Thursday, January 7, 2010

Day 4

January 3, 2010
5:48 PM

Aneeta and I have barely made it, rolling in under the crook of evening after a long day of tramping through the Bywater drinking bloody marys and rhapsodizing about sex, writing, and the Saints. Our day began at ten, with the legendary $2.50 bloodys at the Bywater Barbeque (significantly more spectacular than the food, in case you were wondering), where we watched a romance bloom, underneath our very noses, between an apathetic-looking girl with blond dreadlocks, and the magenta-headed barmaid whose dress, scarf, ponytail holder, socks, apron, and sweatshirt all matched her hair. Since then we have eaten more decadent and cholesterol-containing food than someone from Oregon would eat in a week; we have watched the Saints lose, spectacularly but with style; and we have sampled bloody marys in at least 6 Bywater establishments. By the time we walk into Mimis it feels like three in the morning; it probably actually is three in the morning in some round gray corner of my soul.
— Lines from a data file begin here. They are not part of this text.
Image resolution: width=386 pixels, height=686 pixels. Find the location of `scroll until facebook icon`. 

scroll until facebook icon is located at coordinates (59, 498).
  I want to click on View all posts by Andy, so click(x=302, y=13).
By now we have accumulated an awestruck 25-year-old Ohioan whose only previous trip to New Orleans consisted of Bourbon Street. “I’m moving here,” the Ohioan declares, after we have set him down upon this latest barstool, after we have fed him spicy green beans laced with vodka while watching the owners and regulars of Bud Rip’s douse a decrepit Christmas tree with lighter fluid and burn it down to the ground, right smack dab in the middle of Burgundy Street, cars and sleds and clattering 2-story bicycles swerving madly out of the way. (“It’s so the Saints have a chance of winning the damn Superbowl,” the bartender, Emily, explained to us. “Ever since we put up that tree in the bar, they been losin’. We gotta get it outta here before the playoffs.” Everyone in the bar nodded in solemn agreement. If there’s anything you don’t need to explain to a New Orleanian, it’s football spirituality.)

Now, daylight is seeping out of Mimis, under the windowsills and into the thin Marigny night, and there are seven of us, maybe, in the bar, and the blue candles huddle against the taps. Maudlin ‘80s music crouches in the corners.

An impossibly tall bespectacled man breezes in carrying an enormous heart-shaped banner for the 6’t’9 parade, which he hangs upon a window.

In walks the Mohawk guy, and I feel a bizarre surge of relieved tenderness.

I am running out of steam but you can tell the Ohioan wants it to be a long night. “Where we going next, guys?” he asks.

But my day, that day that’s been playing on and on, all these hours in that three-in-the-morning corner of my soul, is already turning gray and slipping out. It’s running away, you can see it, under the windows and doorjambs, like all the rest of the gritty air.